Performance Fit for AI

Scality claims RING XP runs “an order of magnitude” faster than AWS’s S3 Express One Zone, Amazon’s storage class designed to accelerate the performance of S3 object storage by 10X (according to AWS), achieving "single-digit millisecond latency." In contrast, Scality says that RING XP can achieve rates in the "hundreds of microseconds" when handling data items of 4KB or less.

While Scality’s claim isn't independently verified, it demonstrates the priority Scality’s put on performance and speed, which are key to efficiency in delivering data to AI workloads running on expensive hardware.

RING XP improves RING performance in several ways, including streamlining the object storage API to support a limited set of operations. RING XP also relies on what Scality terms optimizations for small file I/O acceleration, or the system’s ability to parse and distribute objects for maximum performance. Added to this mix is RING XP’s reliance on all-flash, x64-based NVMe storage servers from Lenovo, Supermicro, Dell, and HPE that are all based on AMD EPYC components.
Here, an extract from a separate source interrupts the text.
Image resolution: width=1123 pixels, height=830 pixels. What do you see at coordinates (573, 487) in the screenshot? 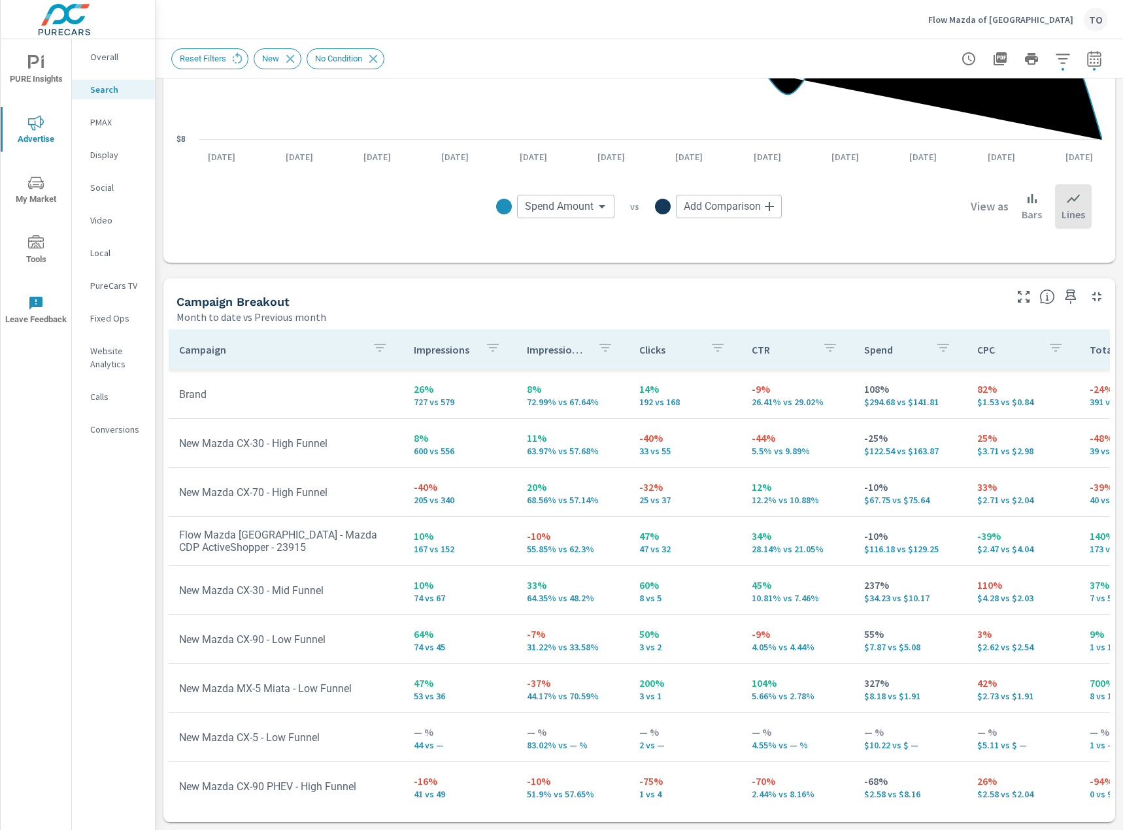
I see `p: 20%` at bounding box center [573, 487].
RING supported those servers before, but not in the same way. “Yes, standard RING is hardware-agnostic, so it was previously supported on a wide range of Intel- and AMD-based all-flash servers,” said Paul Speciale, chief marketing officer at Scality. “However, this is not the same as fully leveraging and exploiting the performance potential of the platform, which RING XP now does.”
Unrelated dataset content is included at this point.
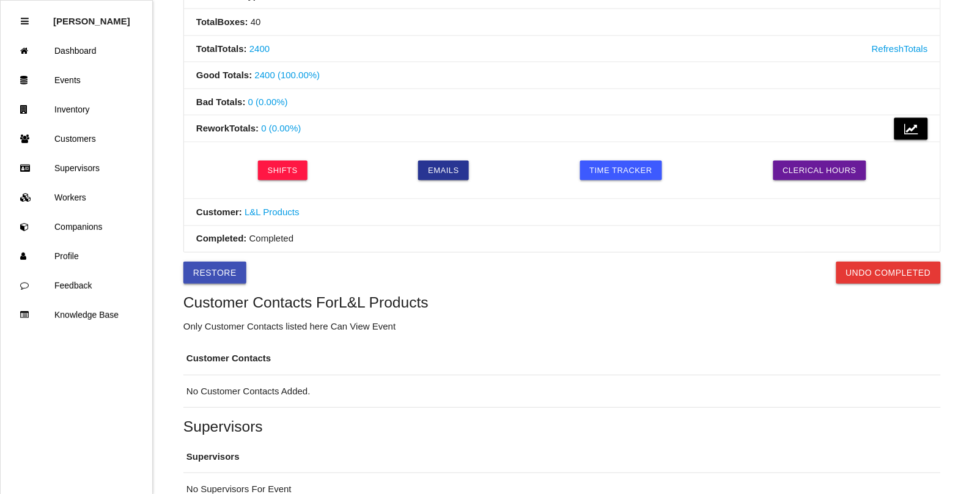  Describe the element at coordinates (221, 238) in the screenshot. I see `b: Completed:` at that location.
Scality’s link to standard hardware is important because it allows RING and RING XP to replace proprietary hardware-based network attached storage (NAS) systems with software-based storage that runs on a variety of hardware platforms. Scality’s products also work with cloud-based storage from AWS, Microsoft Azure, or Google Cloud.
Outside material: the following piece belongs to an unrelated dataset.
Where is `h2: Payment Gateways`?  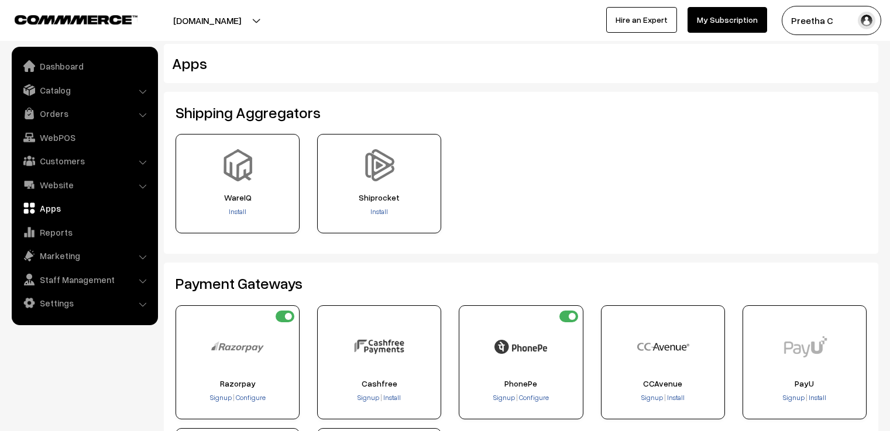
h2: Payment Gateways is located at coordinates (521, 283).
Scality's diagram of RING XP. Source: Scality

Management and Security Based on RING

Scality stresses that RING XP is an augmentation to the underlying RING system, which delivers a repository for exabytes of warm-to-cold data in object or file formats. The system features monitoring and management functions such as tracking storage capacity, CPU usage, memory usage, and the status and latency of disks and other system elements.

RING XP also benefits from RING’s so-called CORE5 ransomware protection, which comprises the following five levels of cyber protection or resiliency:

  • API-level protection via support for the AWS S3 Object Lock API, which assures data immutability against ransomware attacks.
  • Data-level protection via zero-trust architecture to prevent data exfiltration, along with AWS authentication and identity access management, firewall compatibility, and AES 256-bit data encryption.
  • Storage-level protection via distributed erasure coding, which makes stored data incomprehensible to attackers while allowing data to be fully reconstructed if it’s corrupted or lost.
  • Geographic resilience based on multisite storage of backups.
  • Architectural resilience that limits administrator access and the ability to change data. Scality says its system supports “no deletes or overwrites, ever.”

Scality Core5 ransomware protection. Source: Scality

Object Storage Players Shift to AI

Scality, founded in 2009 and headquartered in San Francisco with offices worldwide, is among a group of mature enterprise object storage firms intent on bringing their data management technology into the AI era. Competitors include Cloudian (founded 2011) and Pure Storage (founded 2009), to name just two.

Scality's AI ambitions haven't ended with RING XP. Scality CMO Speciale told us that, while Scality hasn’t made any announcements, they are “exploring multiple angles for supporting NVIDIA-based technology platforms,” including linking directly to BlueField DPUs; linking to NVIDIA’s GPUDirect, which allows storage to directly feed into GPU memory; and working with NVIDIA Big Accelerator Memory (BaM), a technology co-developed by NVIDIA that lets GPUs access storage directly, bypassing CPUs.

RING XP is available now and free to RING customers, which include Bloomberg, Comcast, Orange, Rackspace, SeqOIA Genomique, and Telent, to name just a few.

Futuriom Take: With RING XP, Scality addresses a key market opportunity to support AI workloads with complex unstructured data storage technology that’s been proven in the enterprise space.